Generating cold-sensitive mutants
Cold-sensitive mutants behave normally above a certain temperature but like loss-of-function mutants below that temperature. Such mutants, which can be used to probe gene function in living organisms, are rare, and the molecular mechanisms behind cold sensitivity are unclear. Chetana Baliga et al. (pp. E2506–E2515) developed a method to rationally design cold-sensitive mutants. The authors used an algorithm to predict amino acids that could be mutagenized to destabilize a protein. When the authors mutagenized such sites in four test proteins in the bacterium Escherichia coli and the yeast Saccharomyces cerevisiae, the mutagenesis resulted in the partial loss of function of these proteins. Next, the authors used heat-inducible promoters to selectively increase the expression levels of these proteins at higher temperatures.
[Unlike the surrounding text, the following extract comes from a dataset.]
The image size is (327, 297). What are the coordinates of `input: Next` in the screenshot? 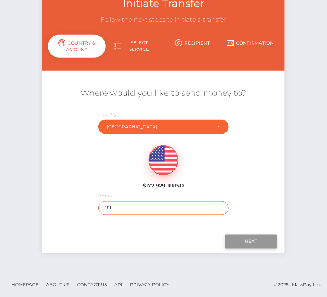 It's located at (251, 241).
The authors found that the increased expression could overcome the effects of the partial loss-of-function mutations at higher temperatures, whereas the lower levels of expression of these proteins at lower temperatures resulted in a cold-sensitive loss-of-function phenotype. The authors could also transfer the cold-sensitive phenotype of Gal4 mutants from yeast to Drosophila, and the technique was effective even when amino acid sequences of proteins with unknown structures were used to design the mutants. According to the authors, destabilizing mutations can be combined with selective protein overexpression to generate cold-sensitive mutants. — S.R.